If two of the three Message Queue service instances fail, the service shuts down. To avoid the possible loss of queued messages, resolve any situation in which only two service instances are running.
To protect messaging consistency, the Message Queue service always has three service instances. To prevent being split into disconnected parts, the service shuts down if half of the service instances fail. In practice, messaging stops if two of the three instances fail.
Do not let the service run with only two instances, because in that scenario if one of the remaining instances fails, the service shuts down. However, when one of the failed instances restarts, messaging services recover and resume.
To protect the Message Queue service, immediately address a node failure where an instance cannot be restarted, because if two service instances are lost and cannot be recovered, the service cannot recover its previous state. You can still add new instances to form a new cluster, but messages that were queued are lost.
In the case of such a multi-node failure, after the Message Queue service cluster is re-formed, the best practice is to restart the Policy Engine service instances, and, if used, the Mirror In, Mirror Out, and S3 Notifications microservice instances, one at a time. This forces the service instances to recover configurations that might have been missed while the Message Queue service was down. Additionally, after the Message Queue service cluster is re-formed, bucket sync-to events that were in the messaging queues are lost, so you might need to regenerate bucket sync-to events for such objects.
The cluster forms based on instance names, including the IP address of the node on which an instance runs. Therefore, changing node configurations such as IP addresses can cause nodes to be permanently removed from the cluster, possibly triggering a shutdown. If this happens, first add instances to the messaging service. Ensure the instances synchronize with the cluster before taking nodes offline or changing node configurations such as IP addresses. This way, the cluster can always keep over half of its instances running.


Reproduce, without any change, the span of lines from the opening of the records below to the line containing "Task: Click on the div: Library & Hosting", inclusive.

··· Study material ···

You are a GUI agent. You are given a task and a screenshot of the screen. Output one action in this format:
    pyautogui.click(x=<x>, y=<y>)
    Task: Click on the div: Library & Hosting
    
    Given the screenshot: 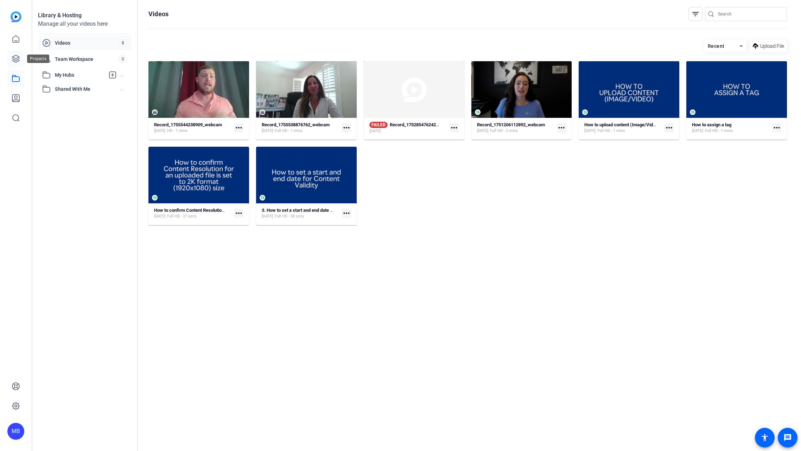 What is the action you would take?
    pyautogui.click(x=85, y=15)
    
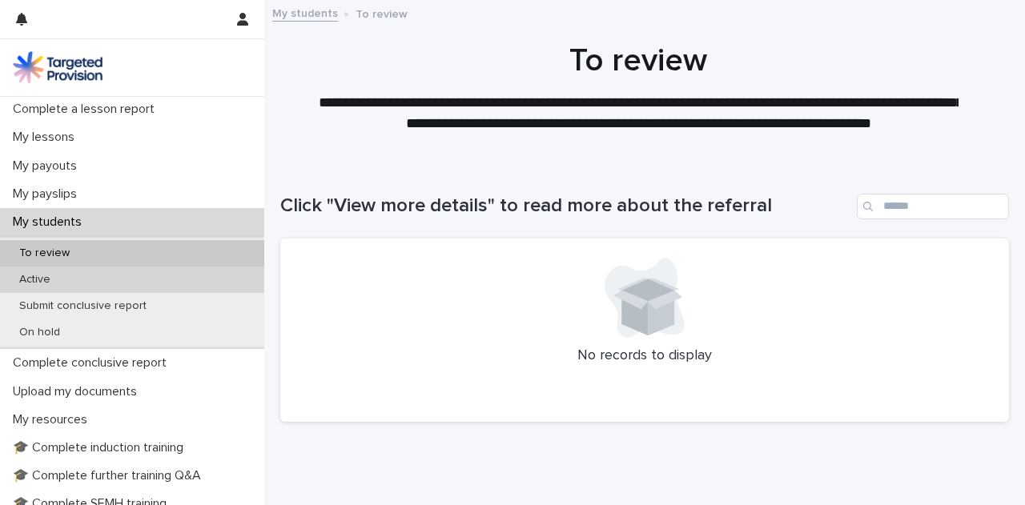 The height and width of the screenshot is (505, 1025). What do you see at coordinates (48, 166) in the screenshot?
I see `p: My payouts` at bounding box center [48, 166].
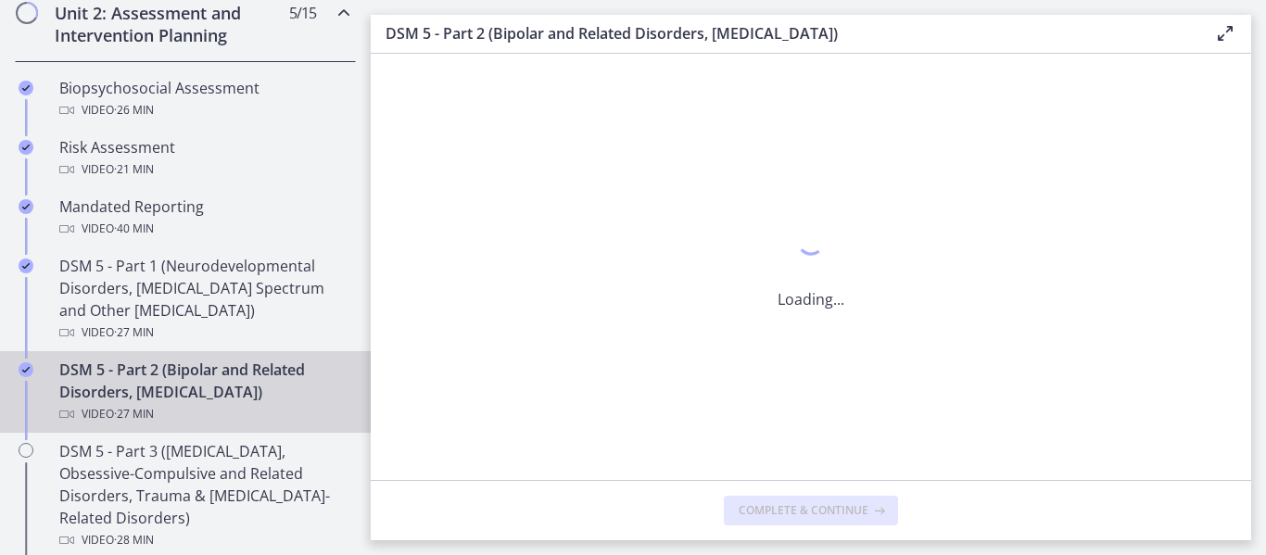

···

■ **Solution**:
You are a GUI agent. You are given a task and a screenshot of the screen. Output one action in this format:
    pyautogui.click(x=<x>, y=<y>)
    Task: Click on the div: Library & Hosting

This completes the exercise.